I am usually the resource finder in our home, so I’m always looking for solid books to point not just myself but my whole family to Christ. One resource we’ve appreciated in our home and recommended to others is The Family Worship Bible Guide from Reformation Heritage Books.
This resource simplifies family worship time by giving short commentary, devotional thoughts, and insightful questions on the whole bible. You can work through one book at a time together and have a lively discussion time together as a family (we’re currently working through Ephesians with our grandkids when we have them over). All you need is this book and your bible to lead your family in a sweet devotional time together. This is a great resource for homeschool mamas too!
“If you do not worship God in your family, you are living in positive sin; you may be quite sure you do not care for the souls of your family. If you neglect to spread a meal for your children to eat, would it not be said that you did not care for their bodies? And if you do not lead your children and servants to the green pastures of God’s Word, and to seek the living water, how plain is it that you do not care for their souls? Do it regularly, morning and evening. It is more needful than your daily food – more needful than your work.”
Robert Murray McCheyne
Reformation Heritage Books recently shared some tips on their Instagram page to leading your family in prayer. These were taken from The Family Worship Bible Guide.
“Leading your family in worship is easier than you think.”
5 Simple Tips for Leading Your Family in Prayer:
1. Be Short
With few exceptions, don’t pray for more than five minutes. Tedious prayers do more harm than good. Don’t teach in your prayer; God doesn’t need instruction. Teach with your eyes open; pray with your eyes shut.
2. Be Simple Without Being Shallow
Pray for things that your family knows something about, but don’t allow your prayers to become trivial. Don’t reduce your prayers to self-centered, shallow petitions.
3. Be Direct
Spread your needs before God, plead your case, and ask for mercy. Name the needs of your family one by one on a daily basis. That holds tremendous weight with them.
4. Be Natural Yet Solemn
Speak clearly and reverently. Don’t use an unnatural, high-pitched voice or a monotone. Don’t pray too loudly or softly, too fast to be understood or too slow to hold attention.
5. Be Varied
Don’t pray the same thing every day; that becomes tedious. Develop more variety in prayer by remembering to adore God for His titles and attributes. Declare your humble dependence and need. Confess family sins. Ask for family mercies (both material and spiritual). Intercede for friends, churches, and the nations. Give thanks for God’s blessings.
6 And these words that I command you today shall be on your heart. 7 You shall teach them diligently to your children, and shall talk of them when you sit in your house, and when you walk by the way, and when you lie down, and when you rise.
Deuteronomy 6:6-7
A Few More Tips:
I’m sharing a few thoughts that were a help to our family in establishing a time of worship together.

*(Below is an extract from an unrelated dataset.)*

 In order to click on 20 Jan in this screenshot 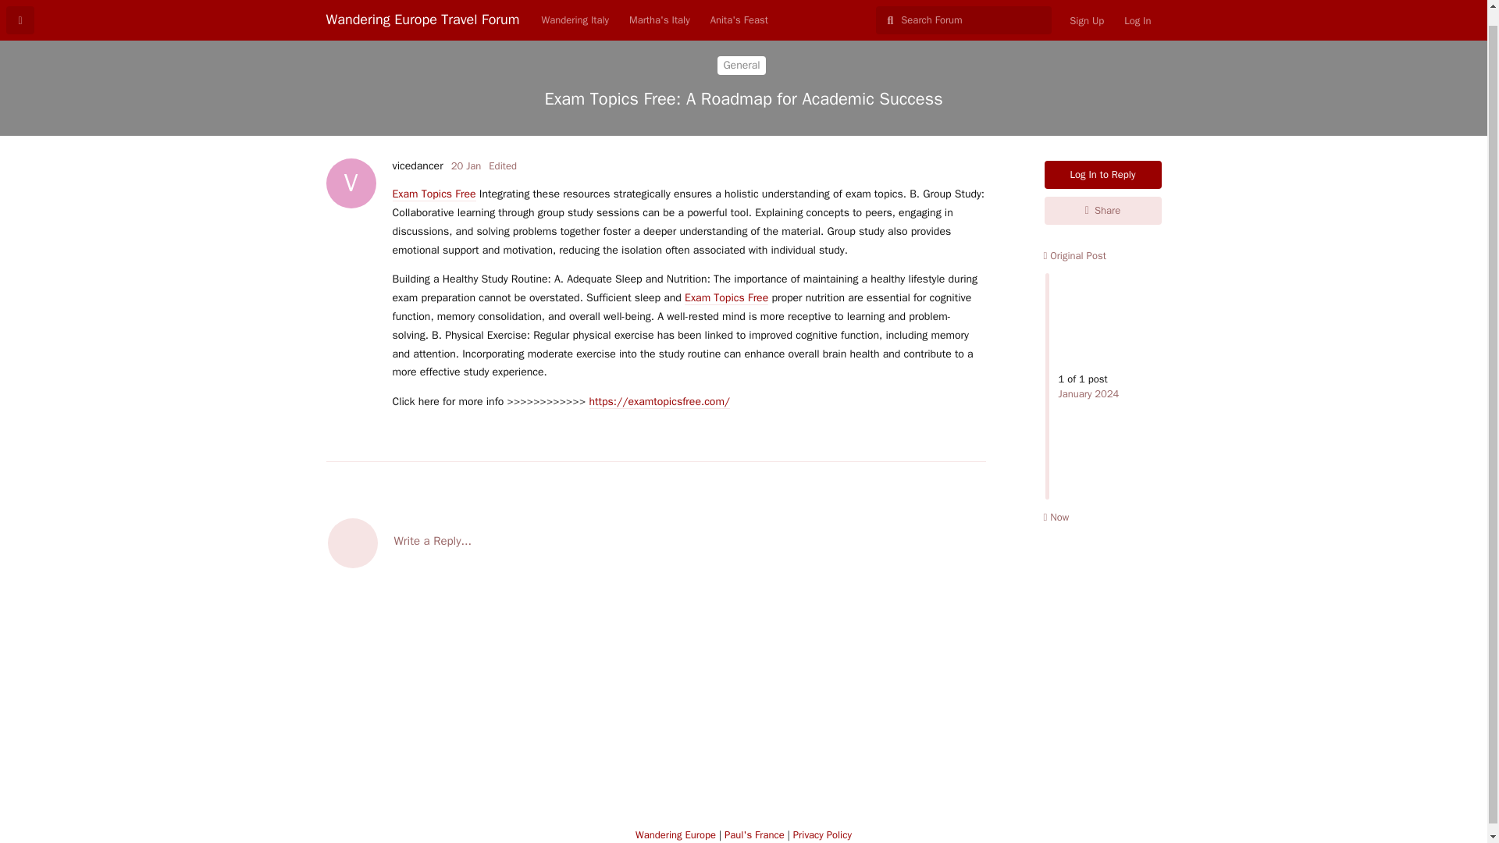, I will do `click(465, 165)`.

We did not do this perfectly or every day, but the hope was to have it a fairly regular part of our lives together.
- Set aside time either in the morning or evening. Centering it around meal times can be helpful.
- Determine what elements will be part of your time together. Bible reading and prayer are the main parts of family worship but consider including psalms or hymn singing.

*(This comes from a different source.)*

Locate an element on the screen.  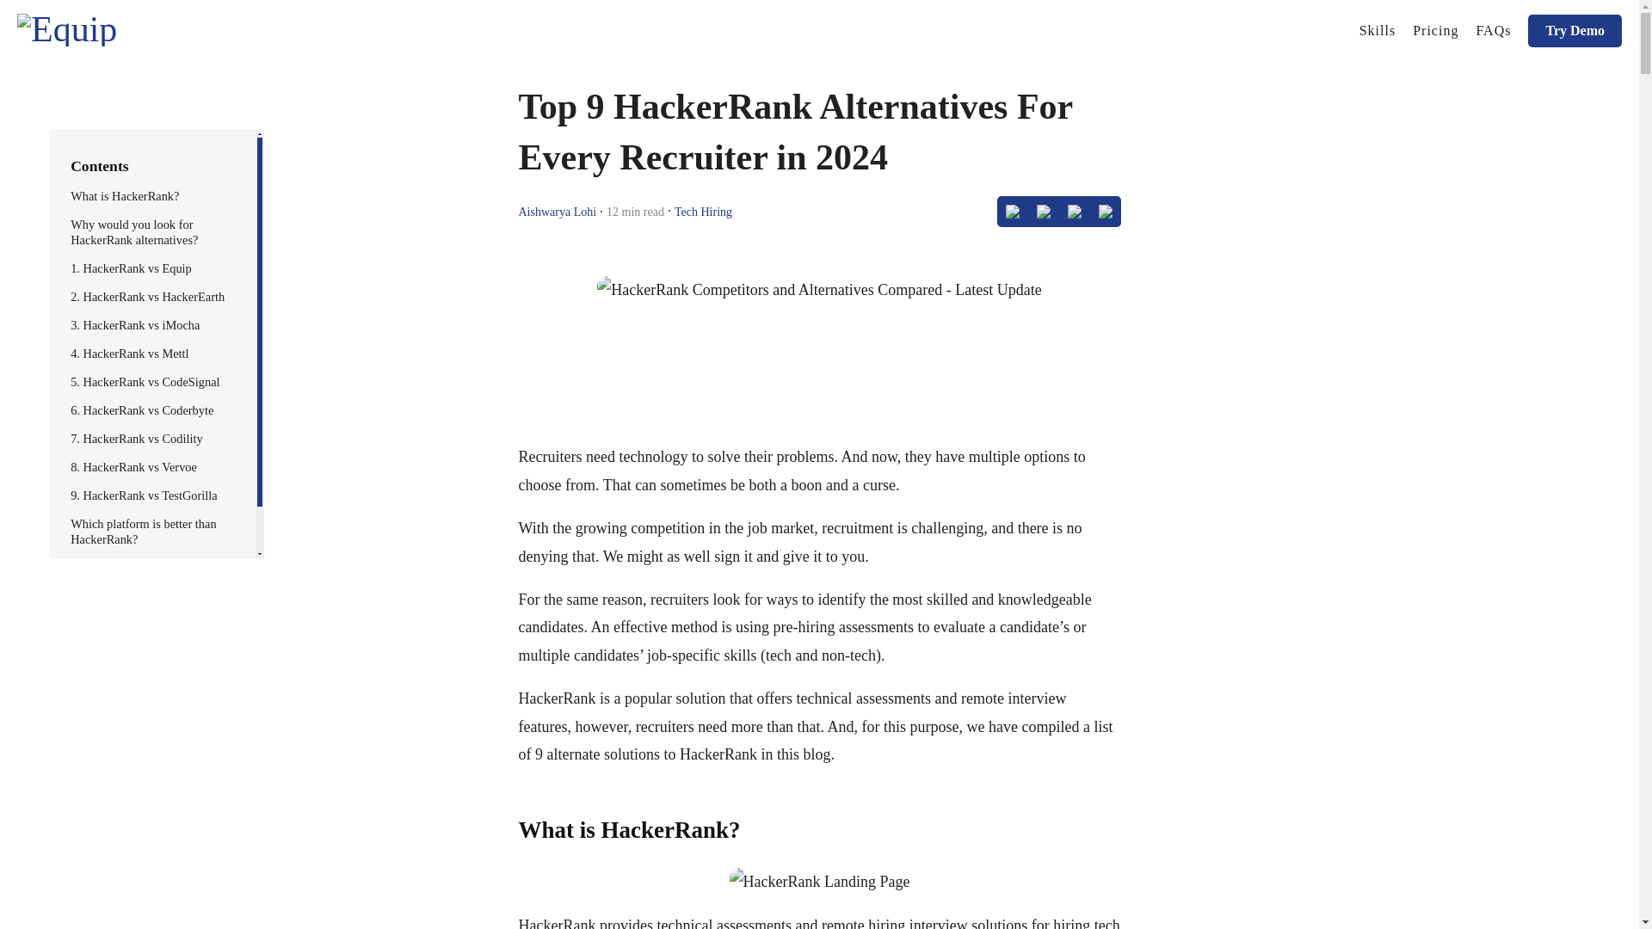
1. HackerRank vs Equip is located at coordinates (131, 268).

- Choose a book of the Bible and work through it together slowly and leave time for discussion.
- Involve the whole family. Your littlest ones will benefit too, and it is great training to help them learn to sit in church.

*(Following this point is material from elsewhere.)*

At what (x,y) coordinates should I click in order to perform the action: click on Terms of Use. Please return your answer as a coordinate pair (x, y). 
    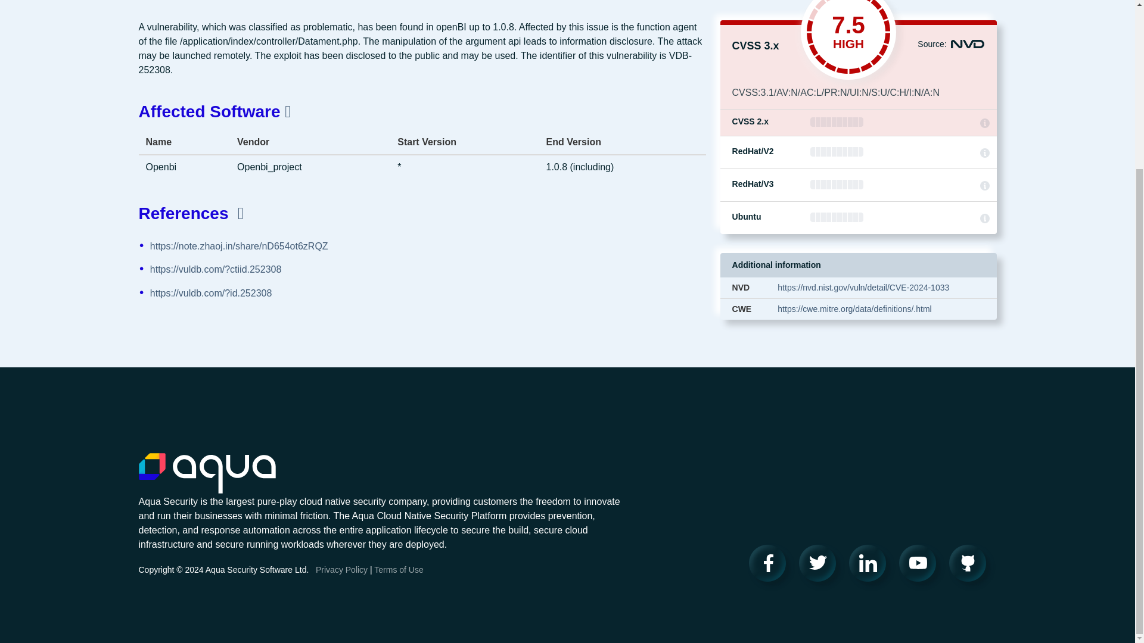
    Looking at the image, I should click on (398, 577).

- Discuss the various doctrines that come up during your time in the Word and the application of the scriptures.
- Encourage your children to work hard to pay attention and focus, but all this must be done with great love for them, not with a heavy, demanding hand.
- Another area to possibly work through is a catechism. It’s a simple method of questions and answers to teach biblical truth. If you’re not sure which one to use, ask your pastor.
- You can also add in reading good Christian books that teach theology or some of the classics together, like Pilgrim’s Progress.
- Scripture memory is an integral part of working into your family worship time, even if you’re just memorizing one verse a month.
“Love is one grand secret of successful training. Soul love is the soul of all love.”